The photographs are largely taken over several cross-country road trips. Spending weeks alone on the road, I became very interested in the process of my project: the idea of trying so hard to get to the wrong side of something, traveling so far and looking so hard for an absence or lack of something. I liked very much the idea of taking meaning away from the scene in front of me instead of trying to bring some outside meaning to it. I was of course, also looking for something, an aesthetic presence; taking away meaning while creating it. From behind the signs, there is a simultaneous feel of presence and absence and the play between the two is what I came to enjoy most about this work.

There is something very photographic about this presence of absence and about creating meaning through taking meaning away. A photograph gives us a feeling of presence, because it is a record of a thing that has been and has a real relationship to it. But, it also gives us one of absence or distance, because that moment is gone and the precise thing exists only in the photograph. There is also something inherently subtractive about the medium – the image is given a frame and the moment is frozen, picked out from the flux of the world in front of the camera. It is of course also creative, information is taken away but what is left takes on a new meaning.

A photograph, somewhat like a sign, creates a link between the physical world and an imaginative, metaphoric one. More like the backs of signs than the fronts, the meaning of my photographs is somewhat ambiguous and left to the viewer, they are intended to stand alone outside of any conceptual framework, as the signs become only objects and find a place in the landscape.

Bio:
Duncan Oja was born in West Virginia and raised in Northern California.
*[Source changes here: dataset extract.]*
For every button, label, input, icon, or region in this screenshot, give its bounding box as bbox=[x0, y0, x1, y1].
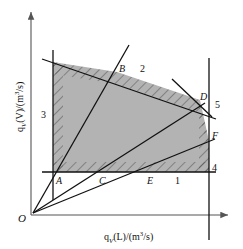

He received his B.A. in photography from Bard College in 2011. Since graduating, Duncan has exhibited throughout New York City, and in the upstate area where he lives and works. He has two upcoming solo shows in 2013, one with Sawkille co. in Rhinebeck, NY, and one in ARC Gallery in Chicago, IL.

Duncan’s work focuses on the American landscape and the culture of interstate travel. His photographs are often about people, but rarely of them. He is more interested in the structures that we create, inhabit, and leave behind. His work often returns to a feeling of simultaneous presence and absence.